Savitch's death remains curious to this day. She died of asphyxiation due to drowning when the car she was a passenger in plunged into a small creek, but it's eerily pointed out that she covered a crash in the same creek outside the same restaurant while reporting for the Philadelphia station eight years before. This book is like that in many ways--heavy on details which provide fascinating illumination, and mysteriously short in other areas of coverage. There's no doubt, though, that it's easily the most comprehensive work regarding the short, turbulent life of Jessica Savitch. Recommended, despite the complaints.
In high anticipation, I watched the movie "Up Close & Personal" which was supposedly based on this book. Even though the movie was good, it really had very few similarities to the book. I was dissapointed.
I strongly recommend this book.
Jessica Savitch led a charmed life, was blessed by the gods at first. Beautiful, intelligent, and charismatic, she found all doors opening to her. She entered television journalism with expectations on all sides of great success. She died at an early age after suffering through miserable relationships and becoming addicted to drugs. This modern-day morality tale makes somber reading, but is worth your time. Recommended.

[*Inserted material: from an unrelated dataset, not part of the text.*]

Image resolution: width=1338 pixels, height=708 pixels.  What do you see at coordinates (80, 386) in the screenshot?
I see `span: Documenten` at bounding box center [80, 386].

First of all, it is a history of the selling of TV news; with all of the familiar and unfamiliar names in that business. Stories of now major star when they were first starting out. The sequences of presidents and vice-presidents in the Networks. This may be turget prose to soap-opera fans attracted to the book by the beauty on the cover, but it was interesting to me.

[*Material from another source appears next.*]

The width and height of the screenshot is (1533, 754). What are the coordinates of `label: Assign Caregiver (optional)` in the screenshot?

Secondly, it is the agonizing history of Jessica Savitch, obsessively driven to be the queen of Network News, privately anguished by memories of her father, who let her down by dying when she was 12 (he was 31), and more publically tortured by a long distructive co-dependent relationship with Ron Kershaw, another TV news luminary, and the scorn of her co-workers, who hated her self-centered focus on her success.
A young ambitious wannabee in showbiz can learn a lot from this book. I learned:
1. It takes incredible drive (even obsession) to be successful in a competitive business like Network News.
2. You will probably lose all your friends and your life (figuratively, if not literally)
3. Altho you may look happy and successful in public, you may actually be miserable in the midst of it all.
4. Whether you deserve it or not, success is probably more a matter of fortune. In the long run -- scum as well as cream rises to the top.
I already knew these things from a lifetime of living in the very competitive computer business (full of smart, ambitious, driven people) but it underlined an old cliche' -- "The bigger they are, the harder they fall."